Before March 2020, telehealth accounted for less than 1% of all medical visits in the United States. By April 2020, it was 38% — a 38-fold increase in a matter of weeks. The question was never whether the surge would happen. The question was whether it would last.
Five years later, the answer is in: telehealth didn't just survive the pandemic. It earned a permanent address in the American healthcare system. But the form it has taken differs significantly from what the early boosters imagined.
The Regulatory Dam Breaks
The single most important enabler of telehealth's growth was regulatory. For decades, federal and state regulations restricted virtual care: Medicare wouldn't pay for it, cross-state licensing was forbidden, and prescribing via video was heavily limited. These weren't technological barriers — they were policy choices.
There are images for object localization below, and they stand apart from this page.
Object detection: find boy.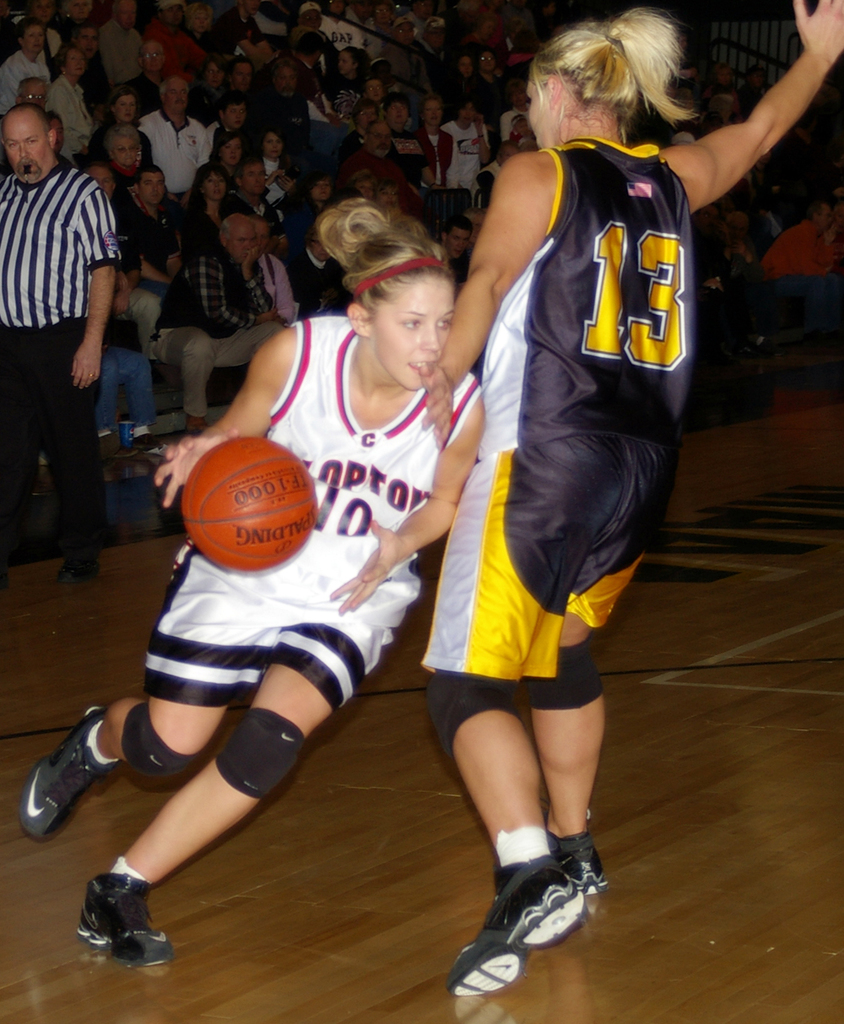
l=363, t=79, r=386, b=103.
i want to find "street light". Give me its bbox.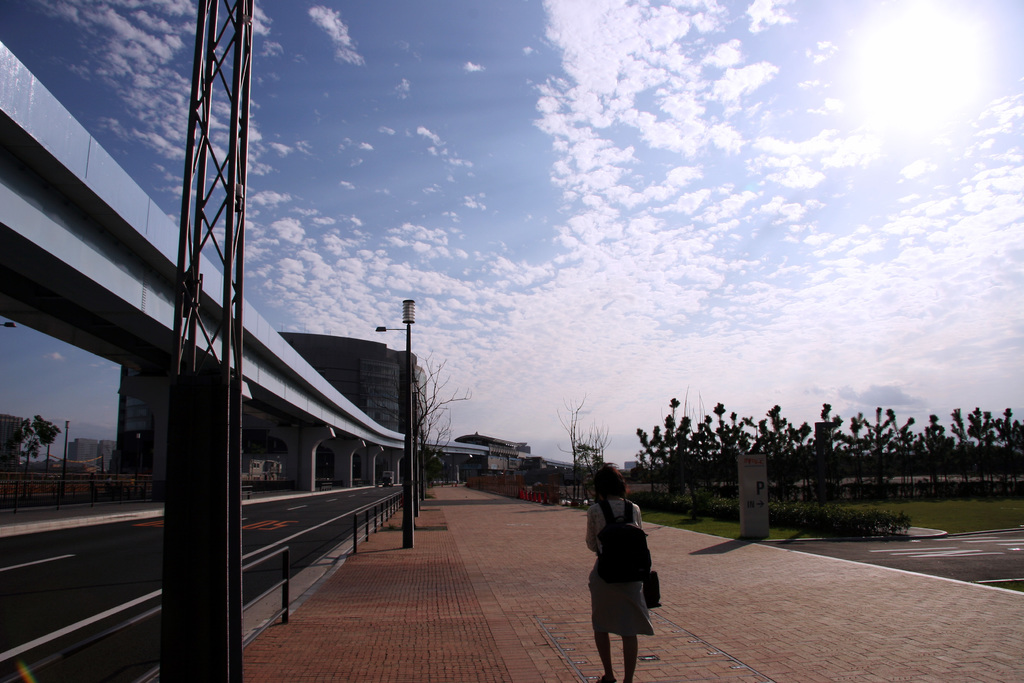
(left=403, top=288, right=420, bottom=543).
When COVID-19 arrived, those barriers evaporated almost overnight. The Centers for Medicare & Medicaid Services (CMS) issued emergency waivers allowing reimbursement for telehealth at parity with in-person visits. States suspended licensing requirements for cross-state practice. The Drug Enforcement Administration relaxed rules on prescribing controlled substances via telehealth.
The pandemic proved that the barriers to telehealth were never technical. They were regulatory. And once the regulations changed, adoption followed within weeks.
The critical question post-pandemic was whether these emergency waivers would become permanent. The answer has been mixed but largely positive. As of 2025, CMS has made telehealth reimbursement flexibilities permanent for behavioral health services and extended others through legislative action. State-level licensing compacts have expanded. The regulatory architecture built during the emergency is hardening into permanent infrastructure.
What Telehealth Actually Looks Like Now
The reality of telehealth in 2025 is more nuanced than the "doctor over video" vision. Virtual care has stratified into several distinct categories:
- Behavioral health remains the dominant telehealth use case. Mental health and therapy visits are still conducted virtually at rates exceeding 50% — a shift that dovetails with our analysis of digital mental health tools. The intimacy of therapy turns out to translate well to video.
- Chronic disease management has embraced virtual care for routine check-ins. Diabetes, hypertension, and medication management visits are frequently conducted remotely, supplemented by home monitoring devices.
- Urgent care and triage services have made virtual visits a first touchpoint, routing patients to in-person care when necessary.
- Specialty consults — particularly in areas with specialist shortages — use telehealth to connect patients in rural areas with urban specialists.
The Plateau
After the 2020 peak, telehealth usage declined as in-person care resumed. But it plateaued at a level dramatically higher than pre-pandemic. As of 2024, telehealth accounts for approximately 12-15% of all outpatient visits — down from the 38% peak, but roughly 15 times the pre-pandemic baseline.
This plateau reflects a natural equilibrium. Not every visit needs to be virtual, and not every visit needs to be in person. The healthcare system has found its balance point, and it's dramatically more virtual than before.
The Infrastructure Layer
The most lasting telehealth transformation may be invisible to patients. Behind the video visits, a new infrastructure layer has been built: remote patient monitoring devices, asynchronous messaging platforms, AI-assisted triage, and integrated electronic health records that connect virtual and in-person care.
This infrastructure is what makes telehealth durable. The video call is the visible surface; the data integration, reimbursement coding, and clinical workflow redesign are what make it a sustainable part of the system.
The Digital Divide Persists
Not everyone benefited equally. Telehealth adoption has been significantly lower among elderly patients, low-income populations, and rural communities — paradoxically, the groups that could benefit most. Broadband access remains a barrier, a challenge we examine in our analysis of broadband as essential infrastructure.
Language barriers, digital literacy, and the design of telehealth platforms themselves have all contributed to unequal access. The healthcare system accelerated, but it didn't accelerate for everyone.
What Comes Next
The next phase of telehealth evolution is likely to be less about video visits and more about continuous care. Wearable devices, ambient sensors, and AI-driven health monitoring promise to extend virtual care beyond scheduled appointments into always-on health tracking.
The mRNA platform technology that accelerated during the pandemic represents a parallel track — not telehealth per se, but part of the same digitization and acceleration of healthcare delivery. Together, these shifts suggest that the pandemic didn't just add a virtual channel to healthcare. It began a fundamental reengineering of how care is delivered.
Telehealth has its permanent residency. The work now is making sure it serves everyone — not just those with the broadband, devices, and digital literacy to use it.